Between Peschiera and Verona a funny scene repeats itself on almost every trip. Passing through the low hills at the bottom of the lake, the phone signal begins to break up; it comes and goes for a while, then disappears altogether. ‘Ci sei?’ the woman beside me is suddenly asking. Are you there? She raises her voice. ‘Can you hear me?’ asks the man opposite. And then three or four voices in unison. ‘Mi senti? Pronto? Pronto? Mi senti. Ci sei? Mi senti?’ All at once they are all looking in each other’s eyes, vaguely embarrassed, as if, while they had been speaking on the phone they were invisible somehow, and now, all of a sudden, cut off in the cutting, they must confront each other, and find themselves faintly absurd.
We’ve crossed the Valpolicella now. The line from Trento joins ours from the north, then the line from Bologna comes in from the south. Already you can see the limestone hills above Verona, the stadium, the ugly round sanctuary of Our Lady of Lourdes, which looks down on the city from the first hilltop. Only the Church could get planning permission for a horror like that. The PA system crackles and an urgent vo
ice announces: ‘Avvertiamo i signori viaggiatori che tra pochi momenti arriviamo alla stazione di Verona Porta Nuova, Verona Porta Nuova!’
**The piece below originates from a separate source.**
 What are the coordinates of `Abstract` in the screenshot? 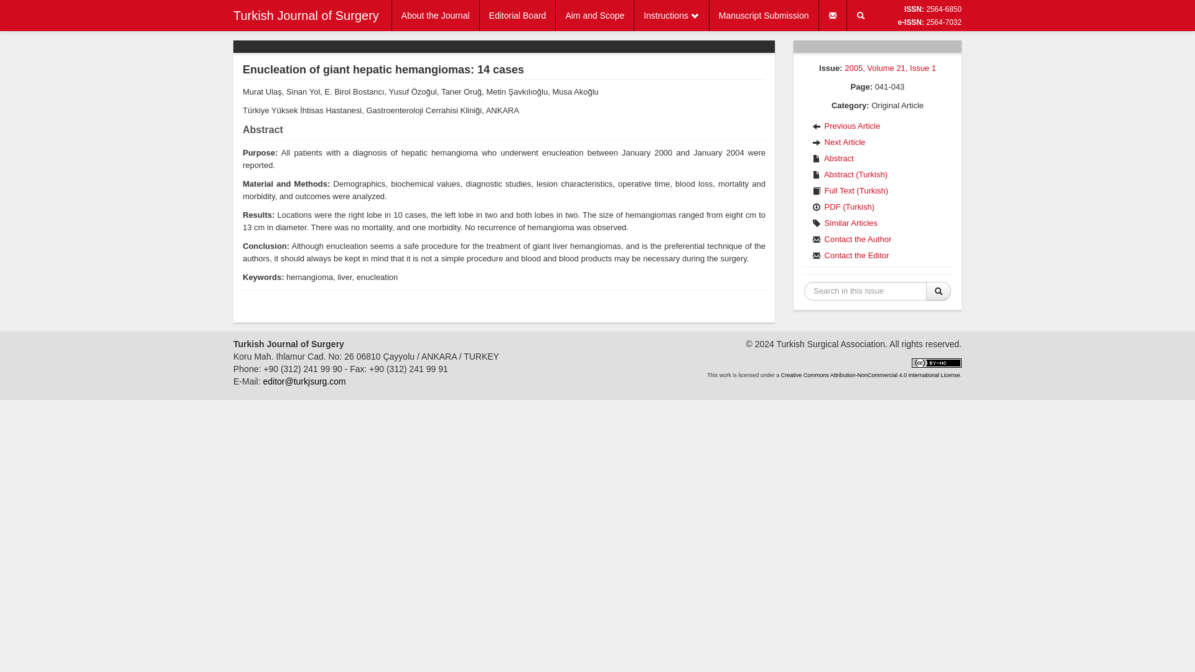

When you get off the train in Italy it’s a point of politeness to say buon viaggio to those who remain. I like these little rituals, however empty and formal they appear. ‘Buon viaggio,’ I say to the woman who has been speaking on her mobile for most of the way. I try to mean it. The woman smiles and nods. It’s the first time she’s noticed me. ‘Buona sera,’ she replies graciously.
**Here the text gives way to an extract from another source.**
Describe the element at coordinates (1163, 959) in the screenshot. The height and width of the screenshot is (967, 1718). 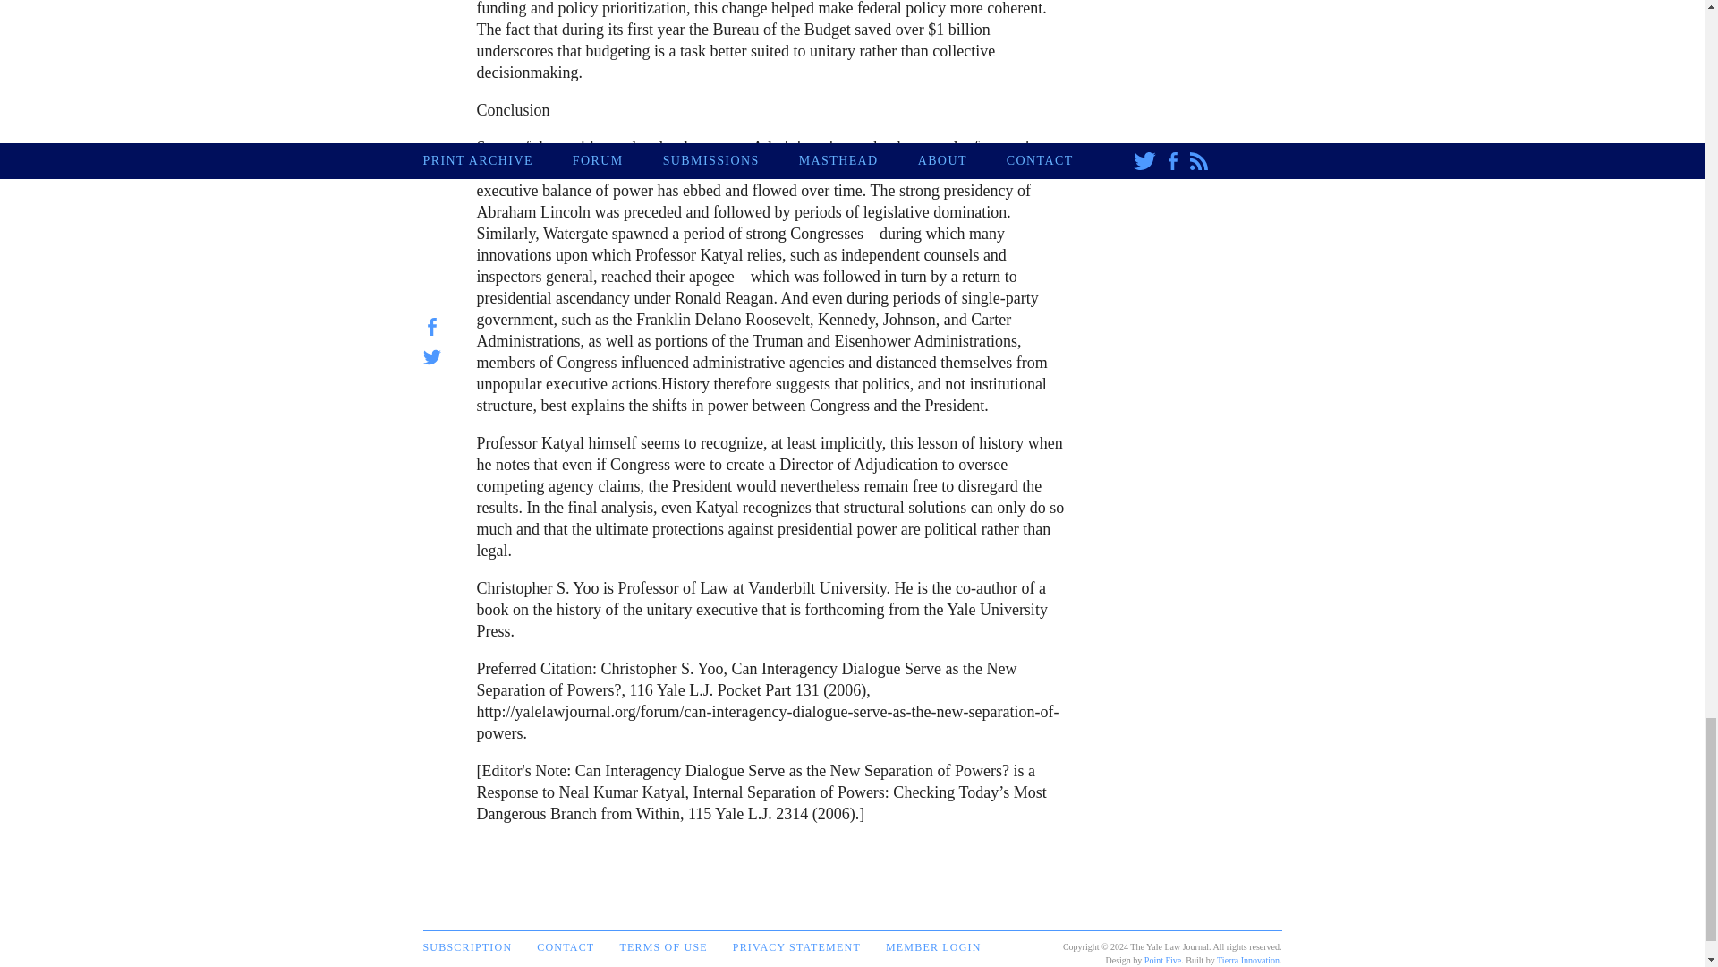
I see `Point Five` at that location.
IF FOR SOME REASON I’m desperate to get back to Verona as early as possible, I’ll take a Eurostar. But I have to be desperate, for this is the train I like least. Unlike the Intercity, it doesn’t offer the intimacy of compartments. The days of the train compartment are numbered. The existence of trains with compartments suggests a community that is more or less homogeneous and at home with itself, a society where maybe you risk finding yourself saddled with a noisy companion, but not a nutcase who wants to murder you, a terrorist from some country you’ve never heard of.
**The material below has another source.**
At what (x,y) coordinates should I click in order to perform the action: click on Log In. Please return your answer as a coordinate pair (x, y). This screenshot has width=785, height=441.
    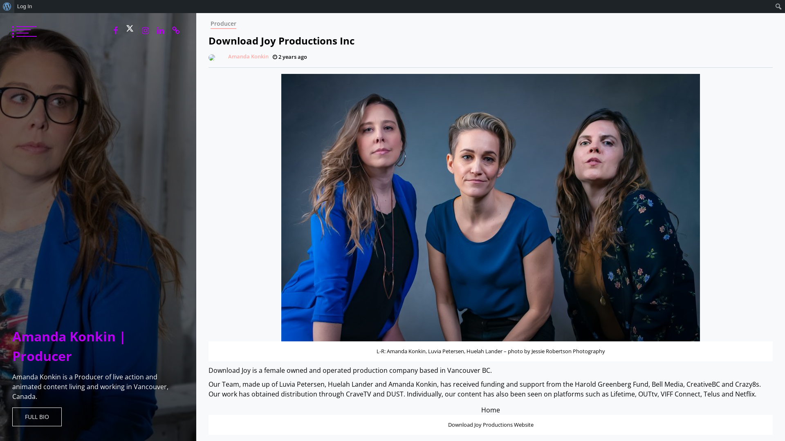
    Looking at the image, I should click on (25, 7).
The design of the Eurostar screams out, This is our vision of the future, this is stylish Italy, techno Italy, high-speed Italy. The long, sleek carriages are made to seem longer and sleeker still with three continuous bands of colour running the length of the train, locomotive included: a green band at the bottom, then a white, as if to hint at the Italian flag, and then a long, long line of shiny black, which masks the separate windows and prevents them from interrupting the hypnotic, forward-flung streamline of the thing. As you look at the Eurostar, and even more when you travel in it, you can’t help regretting the times when it was still possible to design something without being obliged to create the impression that science fiction is becoming reality and utopia is just around the corner. It isn’t. The aisles of the Eurostar are narrow, the seats are cramped. It’s true that the so-called Pendolino design of the locomotive, which allows the vehicle to lean (pendere) into the bends, means it can travel faster on ordinary lines, without the need of the straighter and smoother rails that French high-speed trains require. But given that these traditional lines are already very busy, it’s hard for the Eurostar to exploit this advantage.